Uri Avnery on the Hamas & Fatah Reconciliation: Good for Peace

Note from Rabbi Michael Lerner: We at Tikkun hate violence from whatever source, so naturally we’ve been extremely critical of Hamas through the years both for its violence and its glorification of violent acts of terror against Israeli civilians. We’ve similarly been critical of Israeli violence which is built into the very structure of the Occupation.

Notes on Homelessness

Editor’s Note: I received this information from a homeless woman named Bobbie.  It reminds us of why the GMP is so important and why the budget reductions of help to those suffering from poverty is such an immoral reality. “Poverty is the worst form of violence.”  –Mohandas Gandhi
NEED VS SUPPLY
Funding
•In 1978, HUD’s budget was over $83 billion. •In 1983, HUD’s budget was only $18 billion. Demolition
• In the last several years, HUD has been tearing down thousands of low-income units across the country. • From 1996 on, HUD has spent $0 on building low-income housing while thousands of units have been demolished.

Rev. John Churcher: More thoughts on Easter, 2011

Reposted from the Progressive Christian Alliance. American motivational speaker Denis Waitley said, “There are two primary choices in life: to accept conditions as they exist, or accept responsibility for changing them.” I am convinced that Rabbi Jesus refused to accept the conditions of the corruption of Judaism by the Temple rulers. He also refused to accept the brutality of the Roman occupation. In these refusals he accepted the responsibility to try to change those conditions for the better and especially for the benefit of the poor and exploited. In this process Rabbi Jesus set his face to go to Jerusalem.

Tom Engelhardt on What it Feels Like when a Superpower Runs Off the Tracks!

Sleepwalking into the Imperial Dark

This can’t end well. But then, how often do empires end well, really?  They live vampirically by feeding off others until, sooner or later, they begin to feed on themselves, to suck their own blood, to hollow themselves out.  Sooner or later, they find themselves, as in our case, economically stressed and militarily extended in wars they can’t afford to win or lose. Historians have certainly written about the dangers of overextended empires and of endless war as a way of life, but there’s something distant and abstract about the patterns of history.  It’s quite another thing to take it in when you’re part of it; when, as they used to say in the overheated 1960s, you’re in the belly of the beast. I don’t know what it felt like to be inside the Roman Empire in the long decades, even centuries, before it collapsed, or to experience the waning years of the Spanish empire, or the twilight of the Qing dynasty, or of Imperial Britain as the sun first began to set, or even of the Soviet Empire before the troops came slinking home from Afghanistan, but at some point it must have seemed at least a little like this — truly strange, like watching a machine losing its parts.  It must have seemed as odd and unnerving as it does now to see a formerly mighty power enter a state of semi-paralysis at home even as it staggers on blindly with its war-making abroad. The United States is, of course, an imperial power, however much we might prefer not to utter the word.  We still have our globe-spanning array of semi-client states; our military continues to garrison much of the planet; and we are waging war abroad more continuously than at any time in memory.  Yet who doesn’t sense that the sun is now setting on us?

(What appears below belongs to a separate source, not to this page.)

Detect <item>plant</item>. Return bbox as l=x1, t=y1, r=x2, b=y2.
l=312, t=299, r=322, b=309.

Christian Reflections on Easter

Here are some reflections from Christian thinkers on Easter From Rev. Brian McLaren’s blog (Rev. McLaren is one of the most exciting contemporary Christian theologians):

Holy Week: Meditation 7 … Easter
Fr. Richard Rohr celebrates the holy resurrection of the Lord like this:
Christ Crucified is all of the hidden, private, tragic pain of history made public and given over to God. Christ Resurrected is all of that private, ungrieved, unnoted suffering received, loved, and transformed by an All-Caring God. How else could we believe in God at all?

Rabbis for Human Rights: Passover reflections from Rabbi Arik Aschermann

I’d like to share an annual Passover message from the courageous leader of Rabbis for Human Rights in Israel, Rabbi Arik Aschermann of Jerusalem. On this Passover holiday I invite you to become our fellow provocateurs by making a generous donation to Rabbis for Human Rights. Passover/Shabbat HaGadol Thoughts
by Rabbi Arik Ascherman

On Saturday night a Ta’ayush activist called me right after Shabbat ended. In a choked up voice he told me about the day’s events I had not witnessed because of the fact that I am Shabbat observant. Thanks to the work of our OT legal staff the valley of T’wamin was filled with Palestinian shepherds and their flocks for the first time in over ten years.

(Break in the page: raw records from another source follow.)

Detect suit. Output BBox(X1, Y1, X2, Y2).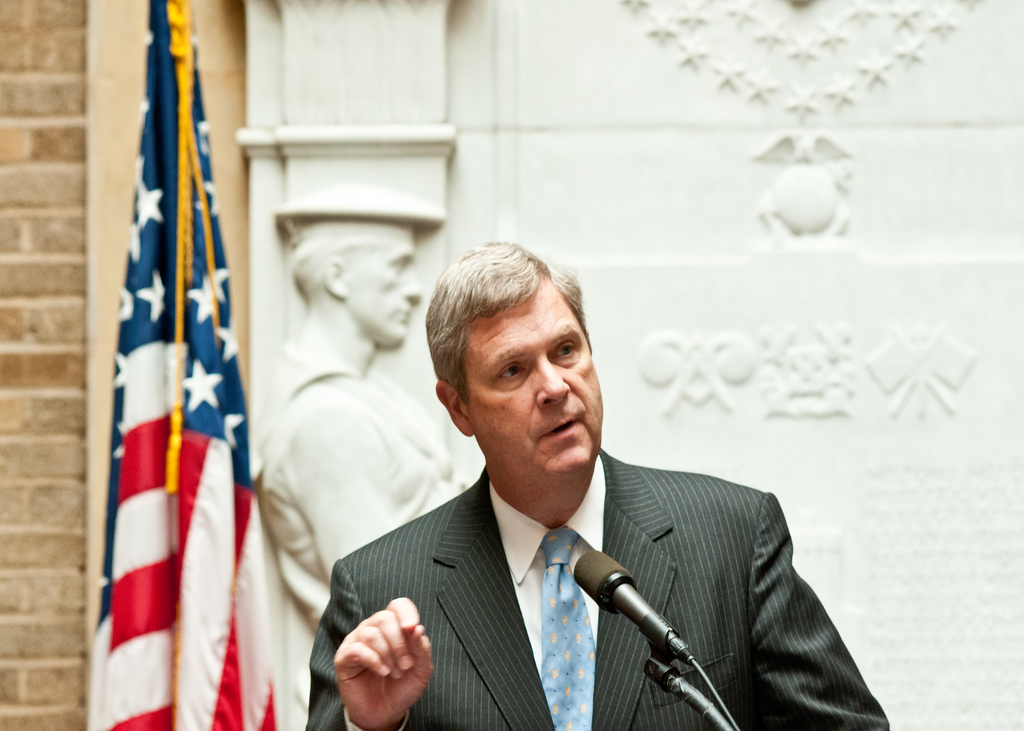
BBox(315, 375, 915, 721).
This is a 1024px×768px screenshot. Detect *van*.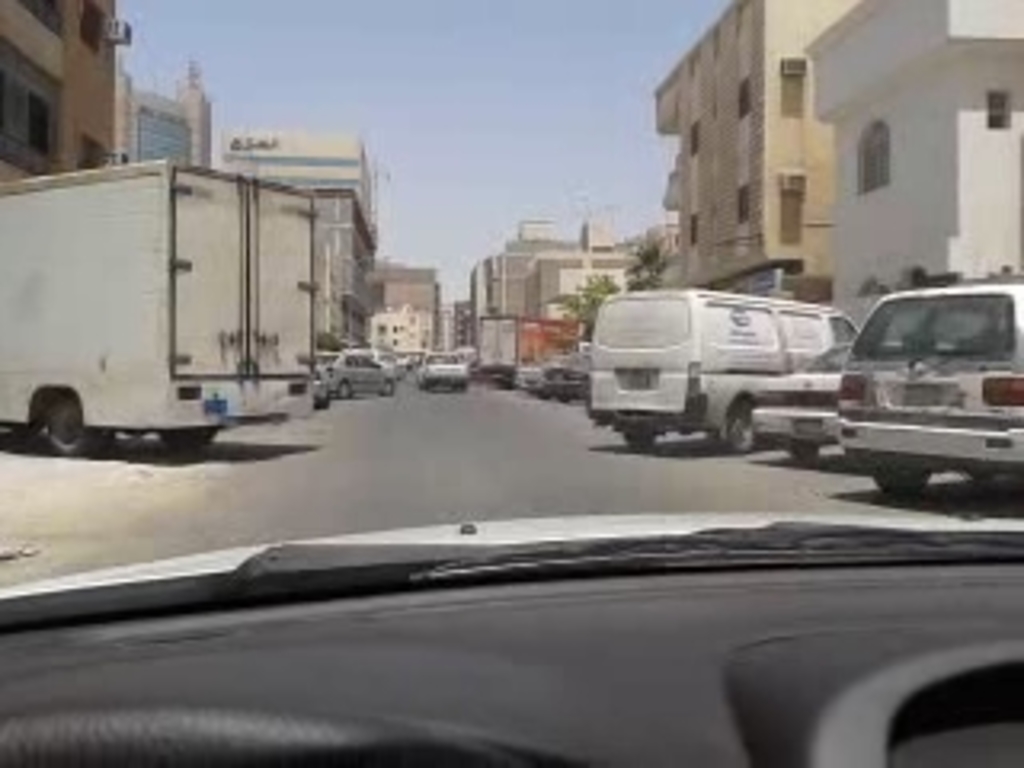
[left=835, top=282, right=1021, bottom=502].
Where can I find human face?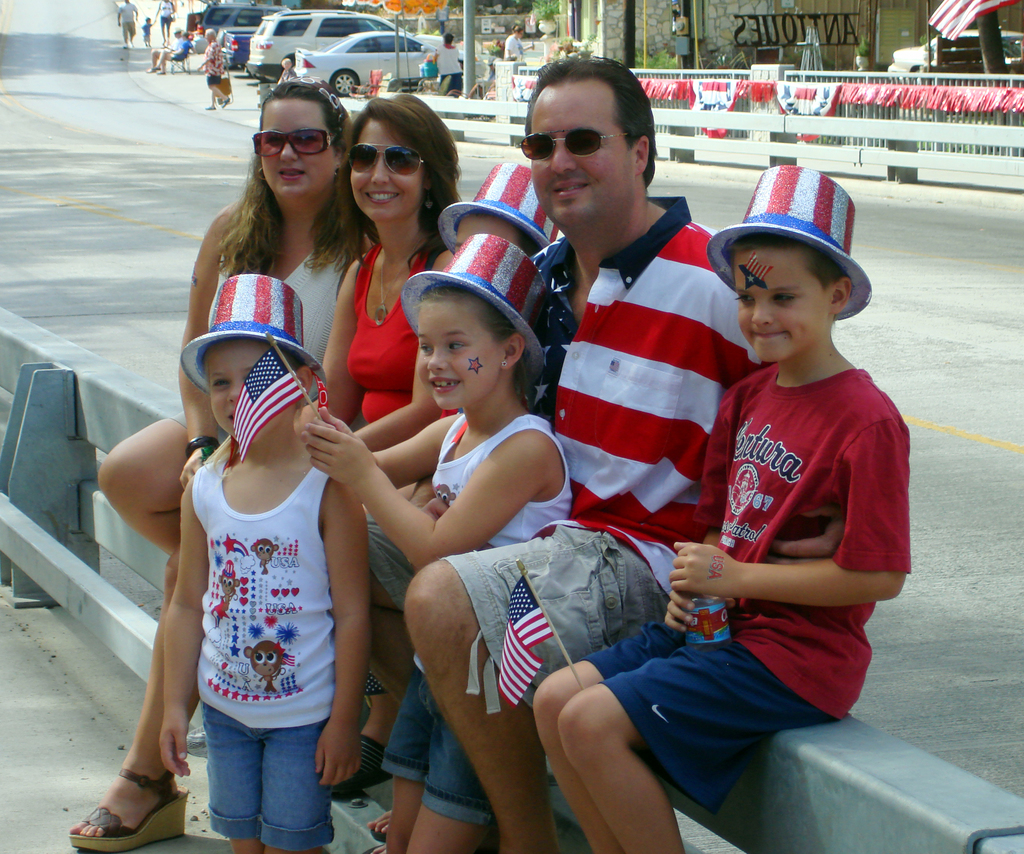
You can find it at x1=282 y1=58 x2=292 y2=72.
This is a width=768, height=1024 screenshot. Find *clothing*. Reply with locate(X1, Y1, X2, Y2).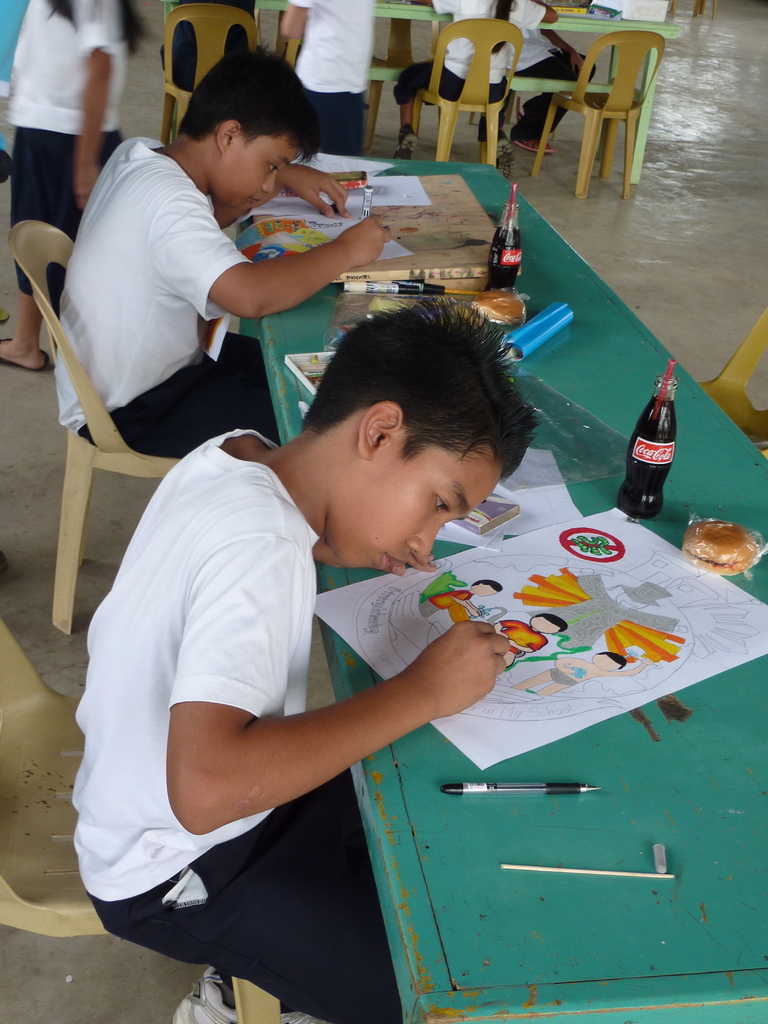
locate(69, 131, 248, 426).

The Budget Battles–from the standpoint of progressives

The budget is an ethical and spiritual issue–it is the concrete manifestation of our values both as individuals who vote for the candidates who shape the budget, and as a society. Below a few progressives make sense of the budget battles we are facing in the coming months. Budget Battles: Sound, Fury and Fakery
by Richard D. Wolff

Weeks of highly publicized debates — some in Congress, more in the mass media — brought Republicans and Democrats to a budget deal.  To maximize public attention, they threatened a possible government shutdown.  Both parties said that large government deficits and accumulated debt were “serious problems.”

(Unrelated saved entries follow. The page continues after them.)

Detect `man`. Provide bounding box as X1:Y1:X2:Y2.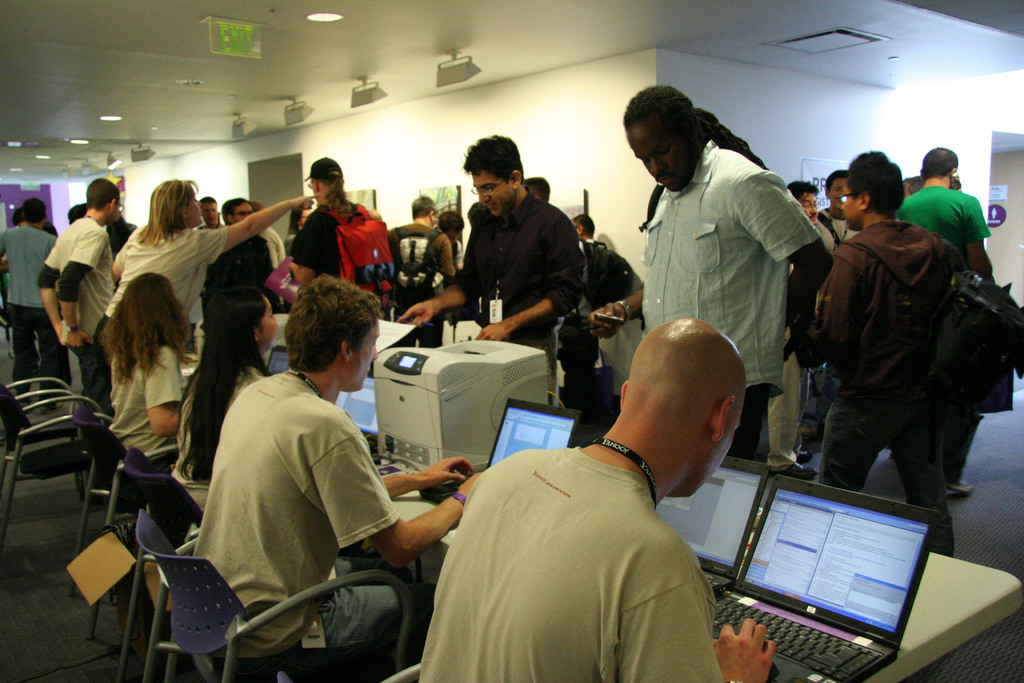
181:290:486:682.
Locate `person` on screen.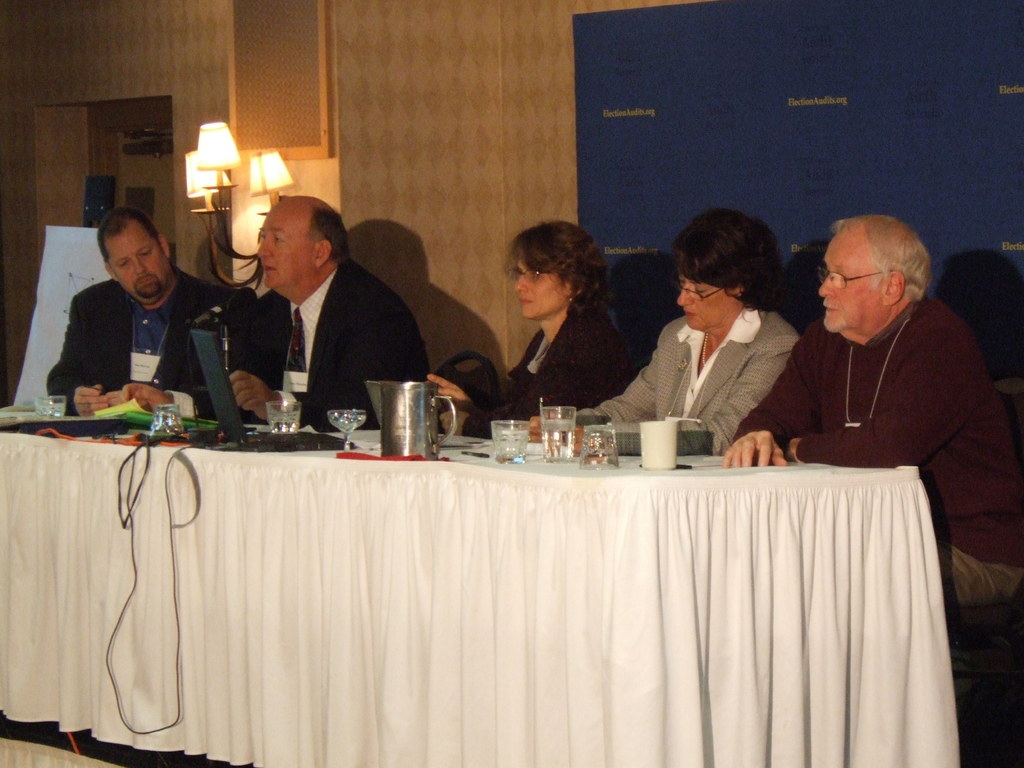
On screen at select_region(716, 209, 1023, 613).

Goldstone and the Israelis — an Analysis by Uri Avnery

THE REAL question about Cast Lead is not whether individual soldiers did commit such crimes. They sure did – any army is composed of all types of human beings, decent youngsters with a moral conscience besides sadists, imbeciles and others suffering from moral insanity. In a war you give all of them arms and a license to kill, and the results can be foreseen. That is one reason why “war is hell”.

Rethinking Goldstone?

In light of the recent Washington Post op-ed in which Goldstone seemed to be retreating on some of what his UN report on Israeli and Hamas human rights violations took place during Israel’s invasion of Gaza in Dec. 2008 and Jan. 2009, Tikkun author Mitchell Plitnick provides us with a way to think of what we like to call our “progressive middle path” that is both pro-Israel and pro-Palestine, and critical of both sides as well.